Tuesday, August 03, 2010

Sequoiadendron giganteum


When my parents came out to California for my graduation from my PhD program in molecular neurobiology a dozen years ago, I took them with me to visit Muir Woods National Monument across the Golden Gate Bridge from San Francisco. One of the last old-growth forests of coastal redwoods in California, Muir Woods has been protected from logging and commercial development since 1905.

We certainly didn't have trees like that in Michigan when I was young!

Anyway, I bought my parents a souvenir tree from the gift shop there. Now this sapling was not that of a coastal redwood, but rather of a giant sequoia. What had caught my attention was the claim that seqouias could grow in any climate in the United States, as long as the young tree got established well enough to begin with.

My Dad took this as a challenge, and planted the thing in a five-gallon paint can he'd filled with dirt.

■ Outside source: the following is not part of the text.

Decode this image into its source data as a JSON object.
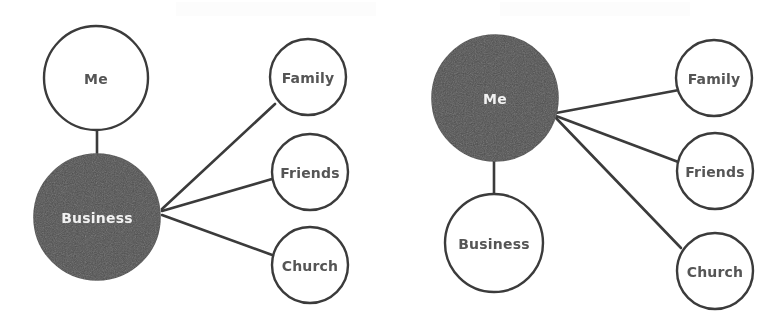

For at least three years he grew the tree in that pot, dutifully bringing the plant indoors in the winter so it wouldn't get damaged by the cold, and then lugging it back outside once spring came. He eventually planted the young tree behind their house there in Michigan, on the edge of the woods onto which their property backs.

It was about six inches tall when they got it, and about a foot and a half tall when he planted it in the ground.

A dozen years later now the sequoia's trunk is several inches in diameter, and reaches almost as high as the roof of the house.

Because it had been planted along the border of the woods, the tree's branches tended to form on the side of the trunk away from those other trees, rather than being perfectly symmetrical. (I suspect this is not the first sequoia to have gotten its start in life that way!)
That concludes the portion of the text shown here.